Hi Heinrich,
On Tue, 26 Nov 2024 at 02:27, Heinrich Schuchardt xypron.glpk@gmx.de wrote:
On 25.11.24 21:44, Simon Glass wrote:
This function should return pointers, not addresses. Add the conversion.
Signed-off-by: Simon Glass sjg@chromium.org
lib/efi_loader/efi_memory.c | 5 +++++ 1 file changed, 5 insertions(+)
diff --git a/lib/efi_loader/efi_memory.c b/lib/efi_loader/efi_memory.c index e493934c713..8b01821a993 100644 --- a/lib/efi_loader/efi_memory.c +++ b/lib/efi_loader/efi_memory.c @@ -748,6 +748,11 @@ efi_status_t efi_get_memory_map(efi_uintn_t *memory_map_size, memory_map = &memory_map[map_entries - 1]; list_for_each_entry(lmem, &efi_mem, link) { *memory_map = lmem->desc;
/* Convert to pointers, which is what the caller expects */
memory_map->physical_start =
(ulong)map_sysmem(lmem->desc.physical_start, 0);
memory_map->virtual_start =
(ulong)map_sysmem(lmem->desc.virtual_start, 0); memory_map--; }
NAK.
physical_start and virtual_addr are not sandbox virtual addresses.
The sandbox virtual address space is irrelevant for UEFI. They should be restricted to the CLI.
Well, you can't have it both ways. Either this is a pointer expressed as a u64, or it is an address.
My understanding is that it is a pointer expressed as a u64. The use of u64 is a confusing part of the spec, but it is because they want to specify the size as 64-bit, whereas a void * would not have a fixed size. But you can't run a 32-bit image on a 64-bit machine anyway, so this decision is a mystery to me.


Although the records contain pictures, the copy must not; reproduce everything else in them exactly.

----

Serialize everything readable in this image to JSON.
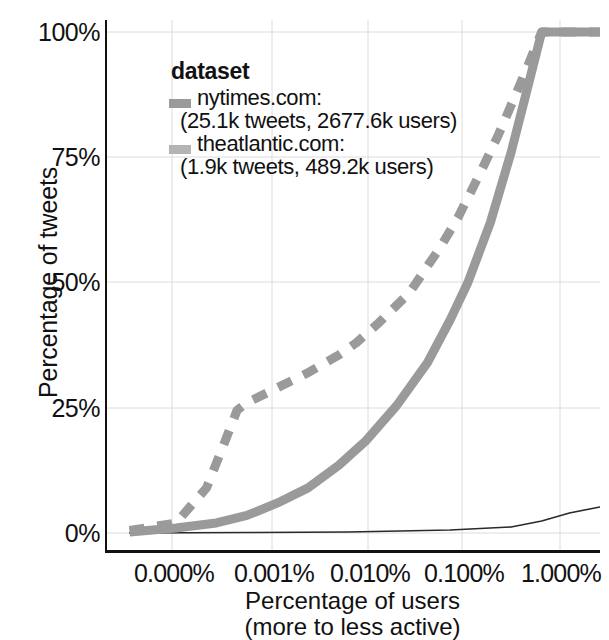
{
  "chart_data": {
    "type": "line",
    "title": "",
    "subtitle": "",
    "xlabel": "Percentage of users",
    "xlabel_sub": "(more to less active)",
    "ylabel": "Percentage of tweets",
    "x_scale": "log",
    "x_tick_labels": [
      "0.000%",
      "0.001%",
      "0.010%",
      "0.100%",
      "1.000%"
    ],
    "x_tick_values": [
      0.0001,
      0.001,
      0.01,
      0.1,
      1.0
    ],
    "y_tick_labels": [
      "0%",
      "25%",
      "50%",
      "75%",
      "100%"
    ],
    "y_tick_values": [
      0,
      25,
      50,
      75,
      100
    ],
    "ylim": [
      0,
      100
    ],
    "xlim": [
      4e-05,
      3.0
    ],
    "grid": true,
    "legend_position": "top-left-inside",
    "legend_title": "dataset",
    "series": [
      {
        "name": "nytimes.com",
        "label_line1": "nytimes.com:",
        "label_line2": "(25.1k tweets, 2677.6k users)",
        "tweets": "25.1k",
        "users": "2677.6k",
        "style": "dashed",
        "color": "#9a9a9a",
        "x": [
          7e-05,
          0.0002,
          0.0004,
          0.0006,
          0.0008,
          0.001,
          0.002,
          0.004,
          0.008,
          0.012,
          0.02,
          0.04,
          0.08,
          0.12,
          0.2,
          0.3,
          0.5,
          0.8,
          1.5,
          3.0
        ],
        "y": [
          0.5,
          2.0,
          9.0,
          18.0,
          24.5,
          26.0,
          29.0,
          32.0,
          35.5,
          38.0,
          42.0,
          48.0,
          57.0,
          63.0,
          72.0,
          79.5,
          90.0,
          100,
          100,
          100
        ]
      },
      {
        "name": "theatlantic.com",
        "label_line1": "theatlantic.com:",
        "label_line2": "(1.9k tweets, 489.2k users)",
        "tweets": "1.9k",
        "users": "489.2k",
        "style": "solid",
        "color": "#9a9a9a",
        "x": [
          7e-05,
          0.0002,
          0.0005,
          0.001,
          0.002,
          0.004,
          0.008,
          0.015,
          0.03,
          0.06,
          0.1,
          0.15,
          0.25,
          0.4,
          0.6,
          0.8,
          1.2,
          3.0
        ],
        "y": [
          0.2,
          1.0,
          2.0,
          3.5,
          6.0,
          9.0,
          13.5,
          18.5,
          25.5,
          34.0,
          42.5,
          50.0,
          62.0,
          76.0,
          90.0,
          100,
          100,
          100
        ]
      },
      {
        "name": "baseline",
        "label_line1": "",
        "label_line2": "",
        "style": "thin",
        "color": "#2a2a2a",
        "x": [
          7e-05,
          0.001,
          0.01,
          0.1,
          0.4,
          0.8,
          1.5,
          3.0
        ],
        "y": [
          0.0,
          0.1,
          0.2,
          0.6,
          1.2,
          2.4,
          4.0,
          5.2
        ]
      }
    ]
  }
}
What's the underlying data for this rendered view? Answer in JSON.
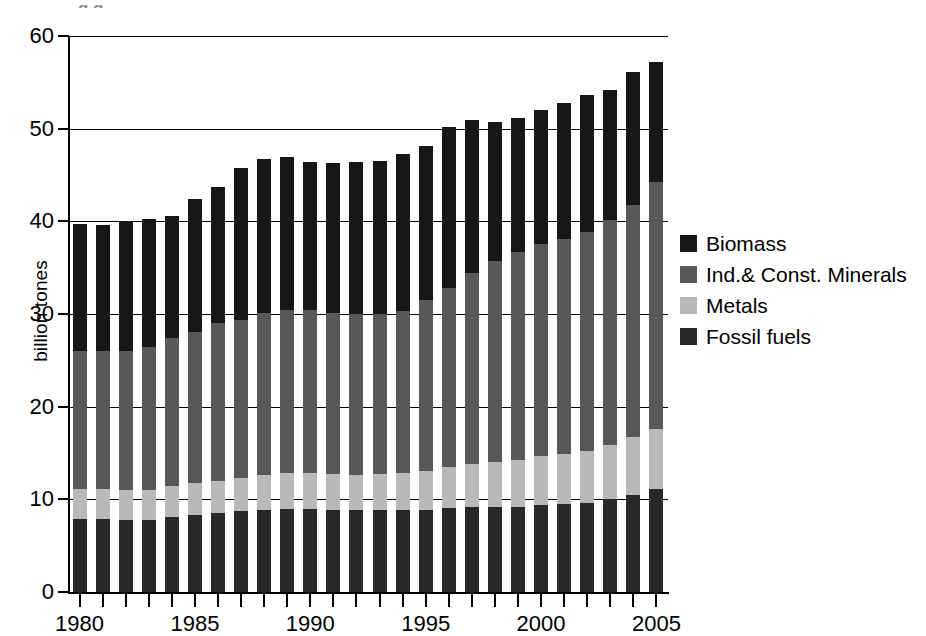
{
  "top_clipped_text": "g                                                                   g",
  "legend": {
    "position": "right",
    "items": [
      {
        "label": "Biomass",
        "color": "#171717",
        "key": "biomass"
      },
      {
        "label": "Ind.& Const. Minerals",
        "color": "#585858",
        "key": "minerals"
      },
      {
        "label": "Metals",
        "color": "#b9b9b9",
        "key": "metals"
      },
      {
        "label": "Fossil fuels",
        "color": "#282828",
        "key": "fossil"
      }
    ]
  },
  "axes": {
    "ylabel": "billion tones",
    "yticks": [
      0,
      10,
      20,
      30,
      40,
      50,
      60
    ],
    "ylim": [
      0,
      60
    ],
    "xlabels": [
      "1980",
      "1985",
      "1990",
      "1995",
      "2000",
      "2005"
    ],
    "xlabel": ""
  },
  "chart_data": {
    "type": "bar",
    "stacked": true,
    "title": "",
    "xlabel": "",
    "ylabel": "billion tones",
    "ylim": [
      0,
      60
    ],
    "grid": true,
    "legend_position": "right",
    "categories": [
      "1980",
      "1981",
      "1982",
      "1983",
      "1984",
      "1985",
      "1986",
      "1987",
      "1988",
      "1989",
      "1990",
      "1991",
      "1992",
      "1993",
      "1994",
      "1995",
      "1996",
      "1997",
      "1998",
      "1999",
      "2000",
      "2001",
      "2002",
      "2003",
      "2004",
      "2005"
    ],
    "stack_order_bottom_to_top": [
      "Fossil fuels",
      "Metals",
      "Ind.& Const. Minerals",
      "Biomass"
    ],
    "series": [
      {
        "name": "Fossil fuels",
        "color": "#282828",
        "values": [
          7.9,
          7.9,
          7.8,
          7.8,
          8.1,
          8.3,
          8.5,
          8.7,
          8.9,
          9.0,
          9.0,
          8.9,
          8.8,
          8.8,
          8.8,
          8.9,
          9.1,
          9.2,
          9.2,
          9.2,
          9.4,
          9.5,
          9.6,
          10.0,
          10.5,
          11.1
        ]
      },
      {
        "name": "Metals",
        "color": "#b9b9b9",
        "values": [
          3.2,
          3.2,
          3.2,
          3.2,
          3.3,
          3.5,
          3.5,
          3.6,
          3.7,
          3.8,
          3.8,
          3.8,
          3.8,
          3.9,
          4.0,
          4.2,
          4.4,
          4.6,
          4.8,
          5.0,
          5.3,
          5.4,
          5.6,
          5.9,
          6.2,
          6.5
        ]
      },
      {
        "name": "Ind.& Const. Minerals",
        "color": "#585858",
        "values": [
          14.9,
          14.9,
          15.0,
          15.4,
          16.0,
          16.3,
          17.0,
          17.1,
          17.5,
          17.6,
          17.6,
          17.4,
          17.4,
          17.3,
          17.5,
          18.4,
          19.3,
          20.6,
          21.7,
          22.5,
          22.9,
          23.2,
          23.6,
          24.2,
          25.1,
          26.6
        ]
      },
      {
        "name": "Biomass",
        "color": "#171717",
        "values": [
          13.7,
          13.6,
          14.0,
          13.8,
          13.2,
          14.3,
          14.7,
          16.4,
          16.6,
          16.5,
          16.0,
          16.2,
          16.4,
          16.5,
          17.0,
          16.6,
          17.4,
          16.5,
          15.0,
          14.4,
          14.4,
          14.7,
          14.8,
          14.1,
          14.3,
          13.0
        ]
      }
    ],
    "totals": [
      39.7,
      39.6,
      40.0,
      40.2,
      40.6,
      42.4,
      43.7,
      45.8,
      46.7,
      46.9,
      46.4,
      46.3,
      46.4,
      46.5,
      47.3,
      48.1,
      50.2,
      50.9,
      50.7,
      51.1,
      52.0,
      52.8,
      53.6,
      54.2,
      56.1,
      57.2
    ]
  }
}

----

• Answer box:
Serialize everything readable in this image to JSON.
{
  "chart_data": {
    "type": "line",
    "title": "",
    "subtitle": "",
    "xlabel": "Percentage of users",
    "xlabel_sub": "(more to less active)",
    "ylabel": "Percentage of tweets",
    "x_scale": "log",
    "x_tick_labels": [
      "0.000%",
      "0.001%",
      "0.010%",
      "0.100%",
      "1.000%"
    ],
    "x_tick_values": [
      0.0001,
      0.001,
      0.01,
      0.1,
      1.0
    ],
    "y_tick_labels": [
      "0%",
      "25%",
      "50%",
      "75%",
      "100%"
    ],
    "y_tick_values": [
      0,
      25,
      50,
      75,
      100
    ],
    "ylim": [
      0,
      100
    ],
    "xlim": [
      4e-05,
      3.0
    ],
    "grid": true,
    "legend_position": "top-left-inside",
    "legend_title": "dataset",
    "series": [
      {
        "name": "nytimes.com",
        "label_line1": "nytimes.com:",
        "label_line2": "(25.1k tweets, 2677.6k users)",
        "tweets": "25.1k",
        "users": "2677.6k",
        "style": "dashed",
        "color": "#9a9a9a",
        "x": [
          7e-05,
          0.0002,
          0.0004,
          0.0006,
          0.0008,
          0.001,
          0.002,
          0.004,
          0.008,
          0.012,
          0.02,
          0.04,
          0.08,
          0.12,
          0.2,
          0.3,
          0.5,
          0.8,
          1.5,
          3.0
        ],
        "y": [
          0.5,
          2.0,
          9.0,
          18.0,
          24.5,
          26.0,
          29.0,
          32.0,
          35.5,
          38.0,
          42.0,
          48.0,
          57.0,
          63.0,
          72.0,
          79.5,
          90.0,
          100,
          100,
          100
        ]
      },
      {
        "name": "theatlantic.com",
        "label_line1": "theatlantic.com:",
        "label_line2": "(1.9k tweets, 489.2k users)",
        "tweets": "1.9k",
        "users": "489.2k",
        "style": "solid",
        "color": "#9a9a9a",
        "x": [
          7e-05,
          0.0002,
          0.0005,
          0.001,
          0.002,
          0.004,
          0.008,
          0.015,
          0.03,
          0.06,
          0.1,
          0.15,
          0.25,
          0.4,
          0.6,
          0.8,
          1.2,
          3.0
        ],
        "y": [
          0.2,
          1.0,
          2.0,
          3.5,
          6.0,
          9.0,
          13.5,
          18.5,
          25.5,
          34.0,
          42.5,
          50.0,
          62.0,
          76.0,
          90.0,
          100,
          100,
          100
        ]
      },
      {
        "name": "baseline",
        "label_line1": "",
        "label_line2": "",
        "style": "thin",
        "color": "#2a2a2a",
        "x": [
          7e-05,
          0.001,
          0.01,
          0.1,
          0.4,
          0.8,
          1.5,
          3.0
        ],
        "y": [
          0.0,
          0.1,
          0.2,
          0.6,
          1.2,
          2.4,
          4.0,
          5.2
        ]
      }
    ]
  }
}
What's the underlying data for this rendered view? Answer in JSON.
{
  "top_clipped_text": "g                                                                   g",
  "legend": {
    "position": "right",
    "items": [
      {
        "label": "Biomass",
        "color": "#171717",
        "key": "biomass"
      },
      {
        "label": "Ind.& Const. Minerals",
        "color": "#585858",
        "key": "minerals"
      },
      {
        "label": "Metals",
        "color": "#b9b9b9",
        "key": "metals"
      },
      {
        "label": "Fossil fuels",
        "color": "#282828",
        "key": "fossil"
      }
    ]
  },
  "axes": {
    "ylabel": "billion tones",
    "yticks": [
      0,
      10,
      20,
      30,
      40,
      50,
      60
    ],
    "ylim": [
      0,
      60
    ],
    "xlabels": [
      "1980",
      "1985",
      "1990",
      "1995",
      "2000",
      "2005"
    ],
    "xlabel": ""
  },
  "chart_data": {
    "type": "bar",
    "stacked": true,
    "title": "",
    "xlabel": "",
    "ylabel": "billion tones",
    "ylim": [
      0,
      60
    ],
    "grid": true,
    "legend_position": "right",
    "categories": [
      "1980",
      "1981",
      "1982",
      "1983",
      "1984",
      "1985",
      "1986",
      "1987",
      "1988",
      "1989",
      "1990",
      "1991",
      "1992",
      "1993",
      "1994",
      "1995",
      "1996",
      "1997",
      "1998",
      "1999",
      "2000",
      "2001",
      "2002",
      "2003",
      "2004",
      "2005"
    ],
    "stack_order_bottom_to_top": [
      "Fossil fuels",
      "Metals",
      "Ind.& Const. Minerals",
      "Biomass"
    ],
    "series": [
      {
        "name": "Fossil fuels",
        "color": "#282828",
        "values": [
          7.9,
          7.9,
          7.8,
          7.8,
          8.1,
          8.3,
          8.5,
          8.7,
          8.9,
          9.0,
          9.0,
          8.9,
          8.8,
          8.8,
          8.8,
          8.9,
          9.1,
          9.2,
          9.2,
          9.2,
          9.4,
          9.5,
          9.6,
          10.0,
          10.5,
          11.1
        ]
      },
      {
        "name": "Metals",
        "color": "#b9b9b9",
        "values": [
          3.2,
          3.2,
          3.2,
          3.2,
          3.3,
          3.5,
          3.5,
          3.6,
          3.7,
          3.8,
          3.8,
          3.8,
          3.8,
          3.9,
          4.0,
          4.2,
          4.4,
          4.6,
          4.8,
          5.0,
          5.3,
          5.4,
          5.6,
          5.9,
          6.2,
          6.5
        ]
      },
      {
        "name": "Ind.& Const. Minerals",
        "color": "#585858",
        "values": [
          14.9,
          14.9,
          15.0,
          15.4,
          16.0,
          16.3,
          17.0,
          17.1,
          17.5,
          17.6,
          17.6,
          17.4,
          17.4,
          17.3,
          17.5,
          18.4,
          19.3,
          20.6,
          21.7,
          22.5,
          22.9,
          23.2,
          23.6,
          24.2,
          25.1,
          26.6
        ]
      },
      {
        "name": "Biomass",
        "color": "#171717",
        "values": [
          13.7,
          13.6,
          14.0,
          13.8,
          13.2,
          14.3,
          14.7,
          16.4,
          16.6,
          16.5,
          16.0,
          16.2,
          16.4,
          16.5,
          17.0,
          16.6,
          17.4,
          16.5,
          15.0,
          14.4,
          14.4,
          14.7,
          14.8,
          14.1,
          14.3,
          13.0
        ]
      }
    ],
    "totals": [
      39.7,
      39.6,
      40.0,
      40.2,
      40.6,
      42.4,
      43.7,
      45.8,
      46.7,
      46.9,
      46.4,
      46.3,
      46.4,
      46.5,
      47.3,
      48.1,
      50.2,
      50.9,
      50.7,
      51.1,
      52.0,
      52.8,
      53.6,
      54.2,
      56.1,
      57.2
    ]
  }
}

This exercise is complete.